Sept. 11, 2006 issue - It's 1938, says the liberal columnist Richard Cohen, evoking images of Hitler's armies massing in the face of an appeasing West. No, no, says Newt Gingrich, the Third World War has already begun. Neoconservatives, who can be counted on to escalate, argue that we're actually in the thick of the Fourth World War. The historian Bernard Lewis warned a few weeks ago that Iran's president, Mahmoud Ahmadinejad, could be planning to annihilate Israel (and perhaps even the United States) on Aug. 22 because it was a significant day for Muslims.
Can everyone please take a deep breath?
To review a bit of history: in 1938, Adolf Hitler launched what became a world war not merely because he was evil but because he was in complete control of the strongest country on the planet. At the time, Germany had the world's second largest industrial base and its mightiest army. (The American economy was bigger, but in 1938 its army was smaller than that of Finland.) This is not remotely comparable with the situation today.
Iran does not even rank among the top 20 economies in the world. The Pentagon's budget this year is more than double Iran's total gross domestic product ($181 billion, in official exchange-rate terms). America's annual defense outlay is more than 100 times Iran's. Tehran's nuclear ambitions are real and dangerous, but its program is not nearly as advanced as is often implied. Most serious estimates suggest that Iran would need between five and 10 years to achieve even a modest, North Korea-type, nuclear capacity.

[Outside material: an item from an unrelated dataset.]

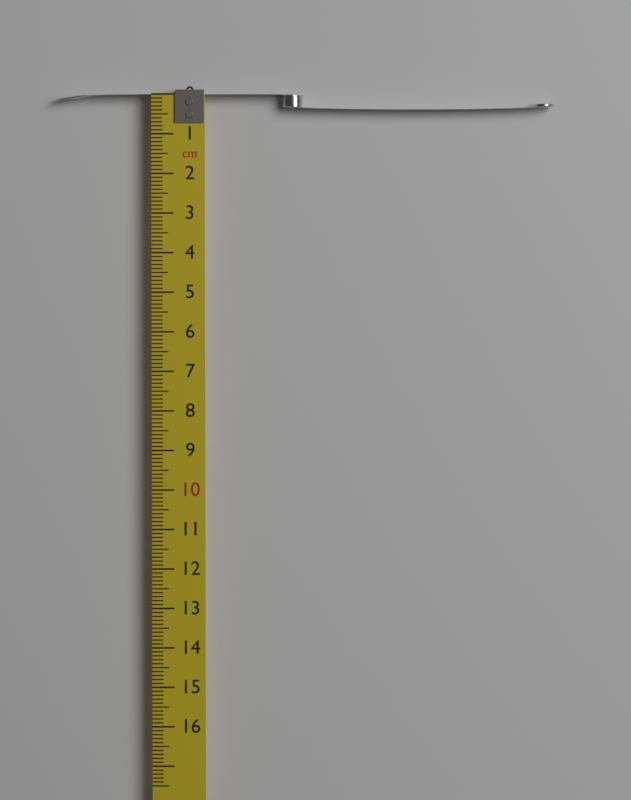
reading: 0.4 cm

Washington has a long habit of painting its enemies 10 feet tall—and crazy. During the cold war, many hawks argued that the Soviet Union could not be deterred because the Kremlin was evil and irrational. The great debate in the 1970s was between the CIA's wimpy estimate of Soviet military power and the neoconservatives' more nightmarish scenario. The reality turned out to be that even the CIA's lowest estimates of Soviet power were a gross exaggeration. During the 1990s, influential commentators and politicians—most prominently the Cox Commission—doubled the estimates of China's military spending, using largely bogus calculations. And then there was the case of Saddam Hussein's capabilities. Saddam, we were assured in 2003, had nuclear weapons—and because he was a madman, he would use them.
Meanwhile, Kofi Annan reports that the Iranians still want to talk, despite being publicly rebuffed by the Bush administration. The Iranian government refuses to halt its nuclear enrichment programs in advance of those discussions but the EU's foreign policy chief is willing to meet with Iran's senior nuclear negotiator, regardless.
Senior negotiators of the five permanent Security Council members plus Germany are expected to convene in Berlin on Thursday to discuss the results of the Solana-Larijani meeting.
[...]
The U.S. and its allies are increasing pressure for punishing a defiant Iran. But they agreed last week to give the Solana-Larijani talks a chance in an attempt to mollify Russia and China, which are reluctant to endorse harsh and swift U.N. punishment for Iran, a major trade partner.
So, while Bush is busy pounding his chest publicly to make it appear that he's totally opposed to negotiating with evil Iran, his government has been supporting secret talks behind the scenes. Can we now accuse him of appeasing those who support terrorists since he's been reminding anyone who would listen since the Israel/Lebanon war that Iran was behind Hezbollah's success?